Sarah Delisle is a pyrotechnic designer for Image Engineering – a Baltimore-based entertainment company.

Sarah Belisle ’16 (Interactive Arts BFA) never considered herself much of a “sports person.” At MICA, the New Hampshire native spent most of her time studying and creating virtual reality games, coding and mixing sound.

That all changed in 2016, when she became a pyrotechnic designer for Image Engineering – a Baltimore-based entertainment company.

Among the many events she creates fireworks shows for: Fourth of July celebrations, National Football League games, including the Baltimore Ravens, San Francisco 49ers and Cleveland Browns, and every Friday Baltimore Orioles home baseball game.

Belisle's pyrotechnic work at a Baltimore Orioles game

“I watch every single Orioles game I attend,” she says. “It’s more baseball than I ever imagined myself watching.”

Before every home game, Belisle uses a computer program to create a timeline for a 10-minute show. She carefully mixes songs chosen by the Baltimore Orioles organization and then pairs them with fireworks displays. Each firework gets a wiring address on the computer. Then, she or her team members wire the fireworks into custom-built holders.

“In the computer program, every single little piece has its own address,” Belisle says. “Like piece 10 on board 5. You have to make sure everything is in the right position so when the computer calls it to shoot, the right thing goes.”

Sarah Belisle ’16 (Interactive Arts BFA)

On game days, she arrives at the stadium around 10 a.m. to ensure assembly crews have what they need to prepare. By 3 p.m., Belisle is setting up audio and checking wiring. Fireworks shoot from seven locations, including on top of the stadium’s score board and on the sod farm.

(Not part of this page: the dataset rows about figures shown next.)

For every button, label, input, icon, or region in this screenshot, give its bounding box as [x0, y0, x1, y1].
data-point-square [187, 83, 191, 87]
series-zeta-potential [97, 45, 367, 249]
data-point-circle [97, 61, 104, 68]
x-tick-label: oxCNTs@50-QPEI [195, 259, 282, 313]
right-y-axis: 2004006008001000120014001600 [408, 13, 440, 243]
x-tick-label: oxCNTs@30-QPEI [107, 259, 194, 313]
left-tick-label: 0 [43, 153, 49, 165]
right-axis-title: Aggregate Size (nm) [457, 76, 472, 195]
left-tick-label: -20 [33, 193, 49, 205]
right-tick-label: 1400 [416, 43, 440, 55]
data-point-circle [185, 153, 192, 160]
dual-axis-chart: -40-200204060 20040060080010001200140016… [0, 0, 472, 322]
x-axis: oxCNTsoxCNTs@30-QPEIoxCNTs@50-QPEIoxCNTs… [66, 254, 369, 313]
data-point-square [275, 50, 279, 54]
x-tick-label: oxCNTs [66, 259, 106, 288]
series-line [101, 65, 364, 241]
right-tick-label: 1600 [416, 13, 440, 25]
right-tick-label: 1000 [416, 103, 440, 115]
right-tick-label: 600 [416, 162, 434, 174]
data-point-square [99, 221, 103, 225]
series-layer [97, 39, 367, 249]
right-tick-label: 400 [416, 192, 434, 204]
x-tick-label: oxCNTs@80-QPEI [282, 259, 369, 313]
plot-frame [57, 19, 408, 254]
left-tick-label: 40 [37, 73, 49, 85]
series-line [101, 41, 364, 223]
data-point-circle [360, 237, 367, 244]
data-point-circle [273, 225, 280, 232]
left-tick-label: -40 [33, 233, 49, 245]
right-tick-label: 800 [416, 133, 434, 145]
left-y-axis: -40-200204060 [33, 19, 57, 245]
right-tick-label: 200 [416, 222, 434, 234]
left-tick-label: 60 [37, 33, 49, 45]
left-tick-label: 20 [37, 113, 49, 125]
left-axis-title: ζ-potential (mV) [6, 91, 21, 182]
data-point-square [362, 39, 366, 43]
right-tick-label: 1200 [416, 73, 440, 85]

Just before game time, she moves over to the sod farm, where she sits with a fireworks controller in her lap. Then, she watches. If the Orioles score a home run or win the game, she shoots off fireworks.

“I have to pay attention,” she says. “I find myself enjoying baseball a little bit more now because I know enough about it to know when something exciting happens.”

About 15 minutes after the game is done, the full fireworks show begins. Each show has different music, fireworks choreography and colors, Belisle says.

While orange and purple fireworks usually make an appearance given they are the hometown sports team colors, Belisle recently began experimenting with different colors in her shows, including lime green, teal and pink.

She says she loves the creativity and variety that comes with her job and attributes much of her early success to skills she learned at MICA.

“I’m tackling all these different angles and pieces of the job,” Belisle says. “With designing games at MICA, I did art, I did coding, I did sound. Now working in pyrotechnics, I do a lot of the sound design for the shows. I do choreography of when the pieces go off and how they go off. Sometimes I’m working with music, sometimes I’m working with design, and sometimes I’m working with my hands or traveling and doing site surveys. It’s never boring.”